“The Art of Observation”: Brecht’s “Kriegsfibel” and its Italian Translations
DOI:
https://doi.org/10.13135/2281-6658/3448Keywords:
Bertolt Brecht, Kriegsfibel, Abicí della guerra, Literature and Photography, Translation Studies, Didactics, Vietnam War, Renato Solmi, Collettivo Cinema Militante.Abstract
This paper aims to place an interpretation on some aspects of the Brechtian Kriegsfibel, as rendered in the two most important Italian editions of the text. The Kriegsfibel is a collection of “photo-epigrams” realized by Brecht during his exile and then published in 1955. In this work the topic of Second World War is discussed in the dialectic between photography and poetry.
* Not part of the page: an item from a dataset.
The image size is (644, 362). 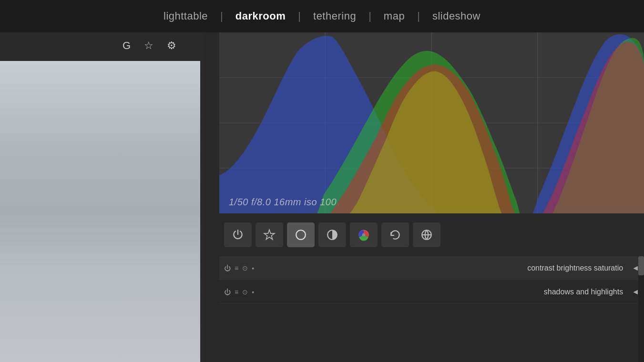 What do you see at coordinates (186, 16) in the screenshot?
I see `nav-lighttable: lighttable` at bounding box center [186, 16].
On the one hand, this operation aims to deconstruct the epistemological status of photography as Apparat able to reproduce the reality tout court; on the other, it questions the perception of reality in its historical, geographic and social aspects. In this way, the topicality of war photography is projected, through the epigram, in millennial History and, at the same time, the narrative of History activates in the reader the creation of meaning and, therefore, the concrete action in the present. In the light of this analysis, a study of Kriegsfibel’s Italian translations is proposed, i.e. the Abicí della guerra by Fertonani (1972), more literal and classical, and the one by Solmi (1975), freer and more actualising. The focus of discussion is on the second translation, which was proposed as an accompanying booklet for an audio-visual didactical experiment to take place in schools. This is a significant operation because it vivifies the didactic element and develops the performative character of Brechtian investigation, latent in the textual (and therefore visual) dimension of the original edition.